Sunday 14 November 2010

REVIEW The Anatomy of Ghosts by Andrew Taylor



"The place was a trap, and animals caught in traps cannot escape one another."

Ah, it has been a fortunate reading week here on the rocky edge of Devon. First, Michelle Paver's chilling Dark Matter, and now The Anatomy of Ghosts, by Andrew Taylor, a contender for the best book I have read all year.

The title is partially misleading, in that this is not a conventional ghost story by any means. The haunting in these pages is more in the minds of the characters, more the trouble in their souls, memories and dreams, than in spectral happenings. But I say partially, because there are fleeting shades of the other kind too, barely understood by the characters, perhaps not even real, but all the more powerful for that. The climax of the novel is quite superb in this regard, and will stay with the reader for a very long time.

The novel is set in 1786, in the fictional Jerusalem College Cambridge, where the ghost of Sylvia Whichcote is said to be stalking the grounds only days after her death by drowning. One of the students, Frank Oldershaw, claims to have seen the ghost and having apparently lost his wits has been confined in an asylum. His mother, Lady Anne Oldershaw, recruits John Holdsworth, the author of a chapbook de-bunking ghosts (The Anatomy of Ghosts of the book's title), to travel to Cambridge to return her son to sanity. Holdsworth has more than his own share of ghosts to go with him, and we know from the outset that the investigation will tax him to the limit.

Once Oldershaw arrives at the College, we can delight in one of the tested and true mystery staples - the investigating outsider in cloistered community - that has produced some of the great classics. The Name of the Rose, is an example, or Death in Holy Orders by PD James and Dissolution by CJ Sansom. Shutter Island by Dennis Lehane is another contemporary-ish example. My favourite is The Unburied by Charles Palliser. What this device does, I think, is increase the tension by allowing us to share the outsider status of the investigator, the paranoia engendered by a world unfamiliar only to our protagonist, but completely understood by the resident many. Who does Holdsworth trust? Who do we trust? Can we trust Holdsworth? Taylor's evocation of the ramshackle and slightly sinister college is outstanding. Ulimately, Holdsworth could disappear here and no one would know - he would simply be folded into the dark staircases and alleys and forgotten to an "outside" world.

It's clear early on that the solution to the mystery of Sylvia Whichcote's death will be earthbound, but it is also clear that the supernatural will play its part - not in some senses as part of the direct progress of the plot, but as something so ever-present as the weather or the change from day to night that it impinges on the actions of the characters and the atmosphere of the novel. It is all the more haunting for this, and these passages where dimensions brush past each other are beautifully written. It is such an effective treatment, and reveals so much more about our relationship with the unknown than many books with more scares, gore and ghouls per chapter than in this entire novel.

It is a thought provoking, wonderful book.

"More ghosts ... It seems that we constantly manufacture them. We are factories of ghosts."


__What to do__: The word "null" occurs in some lines of the data. Return each such line.
START Material to process
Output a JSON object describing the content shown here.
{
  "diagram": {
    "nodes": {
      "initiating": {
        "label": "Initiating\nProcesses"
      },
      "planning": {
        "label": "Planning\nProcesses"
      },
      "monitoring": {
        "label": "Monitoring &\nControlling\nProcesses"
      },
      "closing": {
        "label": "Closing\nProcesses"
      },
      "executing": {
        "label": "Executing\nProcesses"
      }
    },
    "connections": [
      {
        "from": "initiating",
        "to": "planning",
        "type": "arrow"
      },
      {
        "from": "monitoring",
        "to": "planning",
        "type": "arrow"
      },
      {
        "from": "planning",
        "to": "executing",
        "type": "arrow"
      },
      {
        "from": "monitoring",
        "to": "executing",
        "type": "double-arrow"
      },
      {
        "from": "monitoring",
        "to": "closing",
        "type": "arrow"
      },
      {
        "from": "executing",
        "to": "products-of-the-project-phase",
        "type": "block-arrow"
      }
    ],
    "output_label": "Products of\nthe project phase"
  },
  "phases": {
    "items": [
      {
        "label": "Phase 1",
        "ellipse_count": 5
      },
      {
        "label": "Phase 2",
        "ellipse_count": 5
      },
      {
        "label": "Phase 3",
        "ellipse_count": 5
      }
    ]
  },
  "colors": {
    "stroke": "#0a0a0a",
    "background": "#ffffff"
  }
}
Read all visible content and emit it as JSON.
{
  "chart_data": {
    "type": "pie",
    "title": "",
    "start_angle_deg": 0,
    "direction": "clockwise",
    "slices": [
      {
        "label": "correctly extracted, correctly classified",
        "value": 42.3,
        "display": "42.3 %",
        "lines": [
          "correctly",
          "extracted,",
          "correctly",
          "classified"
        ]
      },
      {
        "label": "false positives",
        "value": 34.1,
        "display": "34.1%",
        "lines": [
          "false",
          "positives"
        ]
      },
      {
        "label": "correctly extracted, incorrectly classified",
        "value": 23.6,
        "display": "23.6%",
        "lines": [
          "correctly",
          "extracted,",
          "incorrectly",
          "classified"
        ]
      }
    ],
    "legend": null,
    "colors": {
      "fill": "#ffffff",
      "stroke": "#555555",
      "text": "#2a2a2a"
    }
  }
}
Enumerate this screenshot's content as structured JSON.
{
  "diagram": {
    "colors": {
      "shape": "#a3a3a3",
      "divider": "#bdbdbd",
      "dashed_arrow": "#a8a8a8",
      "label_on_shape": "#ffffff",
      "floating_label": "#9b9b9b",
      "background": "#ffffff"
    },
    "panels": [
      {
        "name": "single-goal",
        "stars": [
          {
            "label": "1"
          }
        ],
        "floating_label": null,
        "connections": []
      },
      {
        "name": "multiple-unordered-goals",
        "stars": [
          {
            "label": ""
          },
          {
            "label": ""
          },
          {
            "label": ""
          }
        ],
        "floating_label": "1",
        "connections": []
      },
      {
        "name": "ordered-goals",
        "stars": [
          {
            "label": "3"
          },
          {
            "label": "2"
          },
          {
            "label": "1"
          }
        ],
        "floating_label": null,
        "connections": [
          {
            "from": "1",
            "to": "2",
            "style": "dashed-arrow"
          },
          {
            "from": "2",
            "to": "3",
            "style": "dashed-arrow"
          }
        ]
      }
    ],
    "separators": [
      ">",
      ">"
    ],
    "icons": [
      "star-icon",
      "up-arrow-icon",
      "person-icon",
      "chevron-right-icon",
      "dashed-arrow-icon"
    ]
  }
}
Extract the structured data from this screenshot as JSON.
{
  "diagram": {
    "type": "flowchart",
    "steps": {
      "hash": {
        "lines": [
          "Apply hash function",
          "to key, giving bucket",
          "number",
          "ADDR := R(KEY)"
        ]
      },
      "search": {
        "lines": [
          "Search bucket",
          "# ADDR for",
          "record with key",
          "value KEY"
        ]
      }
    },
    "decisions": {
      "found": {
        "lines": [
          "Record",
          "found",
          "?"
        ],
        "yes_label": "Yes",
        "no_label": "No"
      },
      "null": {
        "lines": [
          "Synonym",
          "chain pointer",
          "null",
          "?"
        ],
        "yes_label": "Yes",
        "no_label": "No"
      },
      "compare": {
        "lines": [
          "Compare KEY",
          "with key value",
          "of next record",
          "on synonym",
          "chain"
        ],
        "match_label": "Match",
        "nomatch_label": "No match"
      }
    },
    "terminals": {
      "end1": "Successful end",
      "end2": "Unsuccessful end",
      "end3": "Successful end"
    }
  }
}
END Material to process
__Task answer__:
    "legend": null,
        "floating_label": null,
        "floating_label": null,
      "null": {
          "null",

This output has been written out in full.